New Zealand:

  • National Reserves Make Up 30 Percent of the Country.

If we think of New Zealand, we all come to mind its extensive green hills and forests full of lush vegetation. Mount CookMilford Sound, Tongariro, Coromandel… One of the reasons that make this country a natural paradise, as well as the great ecological awareness of its people, is that a third of the country is considered a protected national reserve.

  • Wellington Is the Most Southerly Capital in the World.

  • There Are Five Sheep for Every Resident in New Zealand

  • The first country with universal suffrage

     

This means that New Zealand was the first country in which the vote for women was approved, in 1893. Long before in most of the countries in the world.

 

 

  • The kiwi is not only a fruit

If you travel to Aotearoa, you must be careful when using the word kiwi, since there they use it with three different meanings. A dry kiwi is a person who was born in New Zealand, a kiwi bird is a bird that is also used as a national symbol and, of course, there is the kiwi fruit to refer to the delicious fruit!

  • The town with the longest name in the world

Taumatawhakatangihangakoauauotamateaturipukakapikimaungahoronukupokaiwhenuakitanatahu. No, we haven’t started pounding on the keyboard to see what came out. This is the name of a town on the east coast of New Zealand and its translation from Maori goes something like this: “The place where Tamatea, the man on the big knees who slipped, climbed and swallowed mountains, known as the land eater, he played the flute to his loved one”. Funny name for a town, right? 

  • It was the last country in the world to be inhabited by humans

New Zealand’s history dates back just a few hundred years. This country was inhabited by the first humans only 800 years ago and it was, of course, the Maori who arrived first. Kia Kaha!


■ Exercise brief
Reproduce exactly the lines from the one containing "Identify the location" through the end of the entries, including both. Drop the pictures.

::: Source material

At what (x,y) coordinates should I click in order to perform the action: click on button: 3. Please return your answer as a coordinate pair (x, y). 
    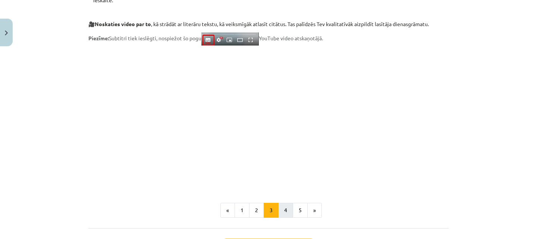
    Looking at the image, I should click on (271, 210).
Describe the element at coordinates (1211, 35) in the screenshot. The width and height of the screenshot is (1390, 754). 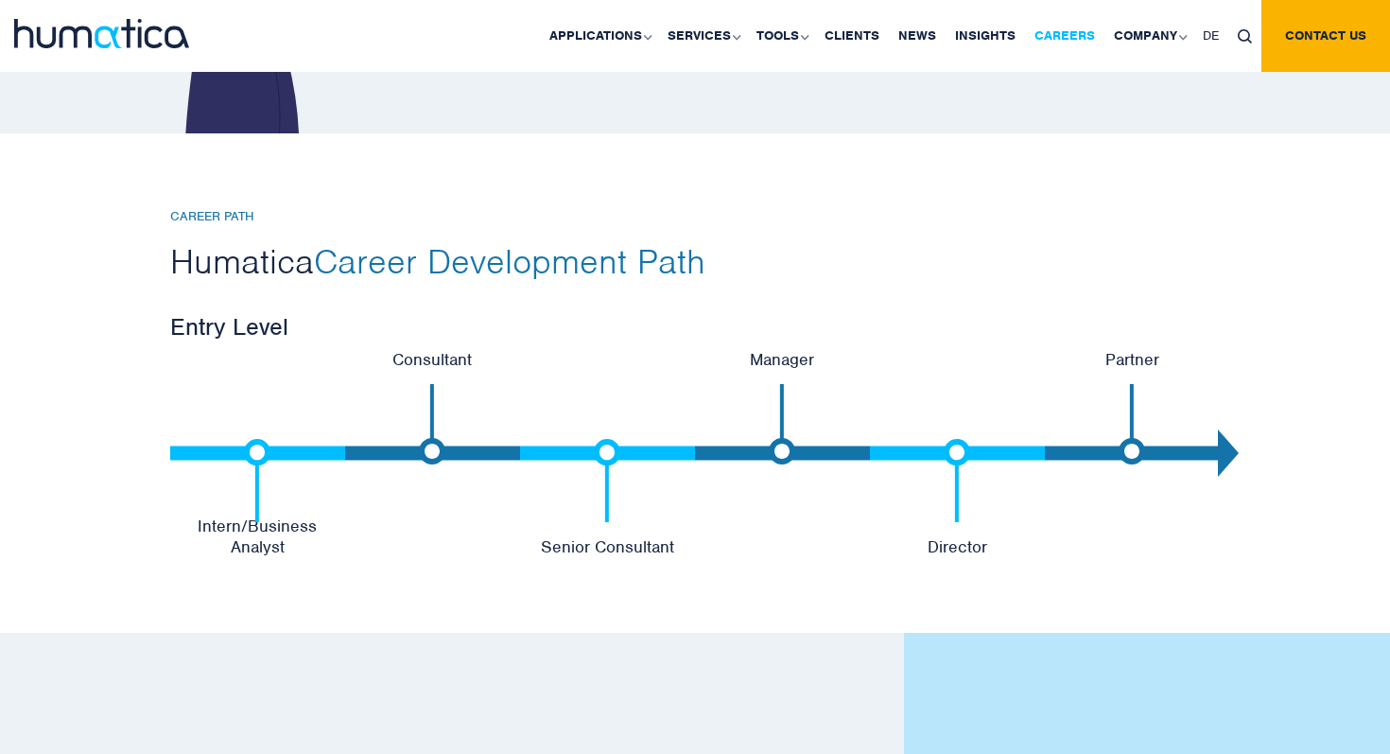
I see `span: DE` at that location.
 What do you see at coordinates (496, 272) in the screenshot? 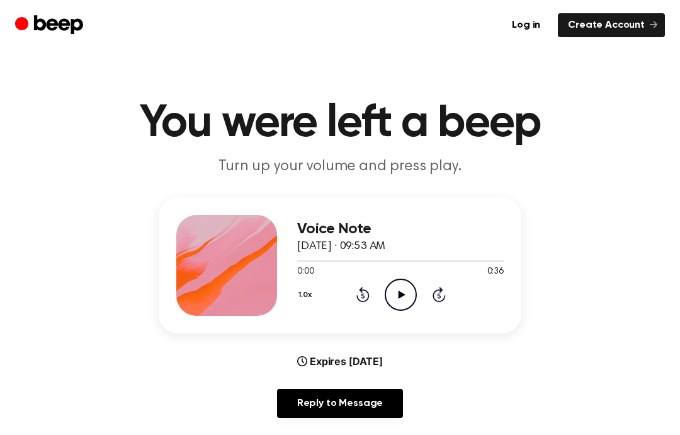
I see `span: 0:36` at bounding box center [496, 272].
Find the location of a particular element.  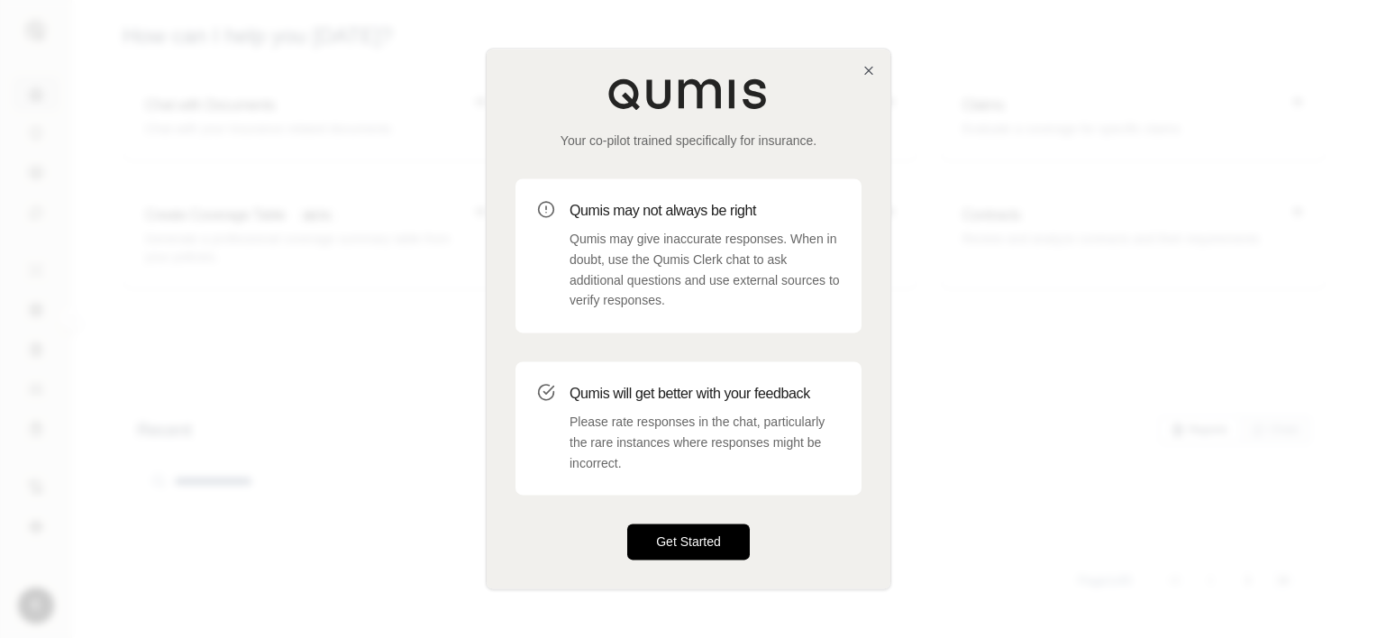

p: Your co-pilot trained specifically for insurance. is located at coordinates (688, 141).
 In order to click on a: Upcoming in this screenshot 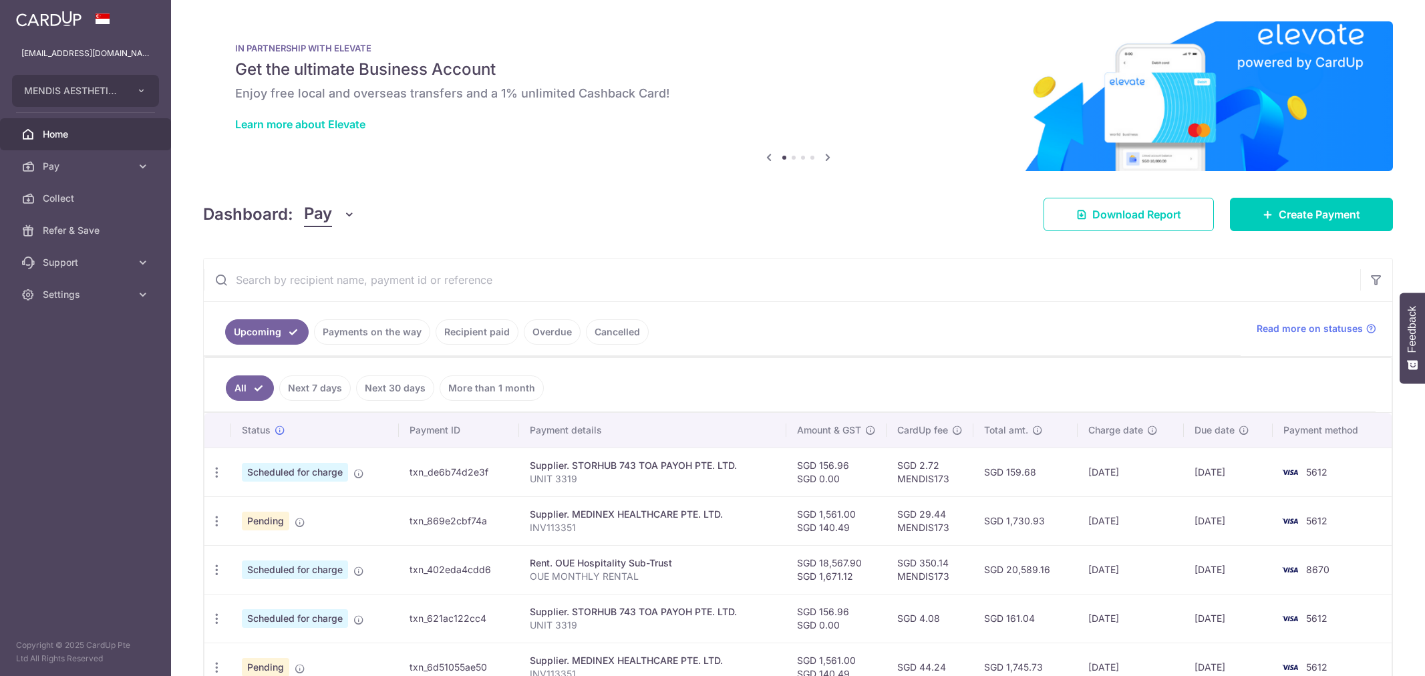, I will do `click(267, 332)`.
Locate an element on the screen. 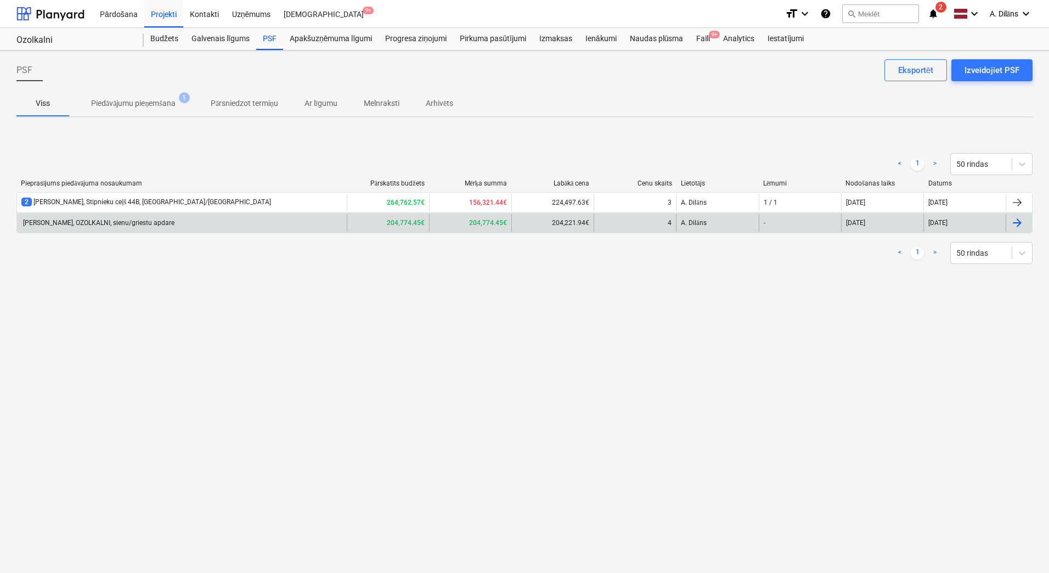 The height and width of the screenshot is (573, 1049). span: PSF is located at coordinates (24, 70).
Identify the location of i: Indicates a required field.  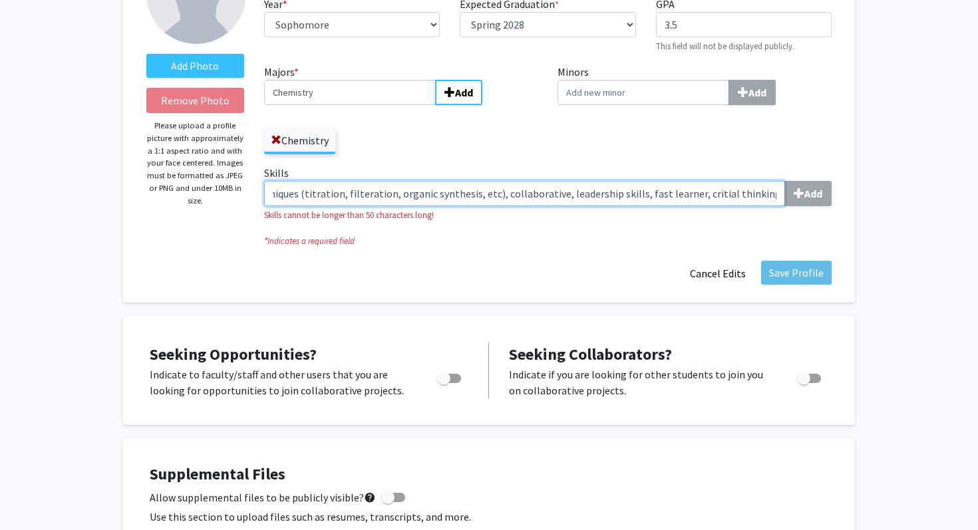
(547, 241).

::::::

■ Response to the task
Identify the location of i: Indicates a required field.  
(547, 241).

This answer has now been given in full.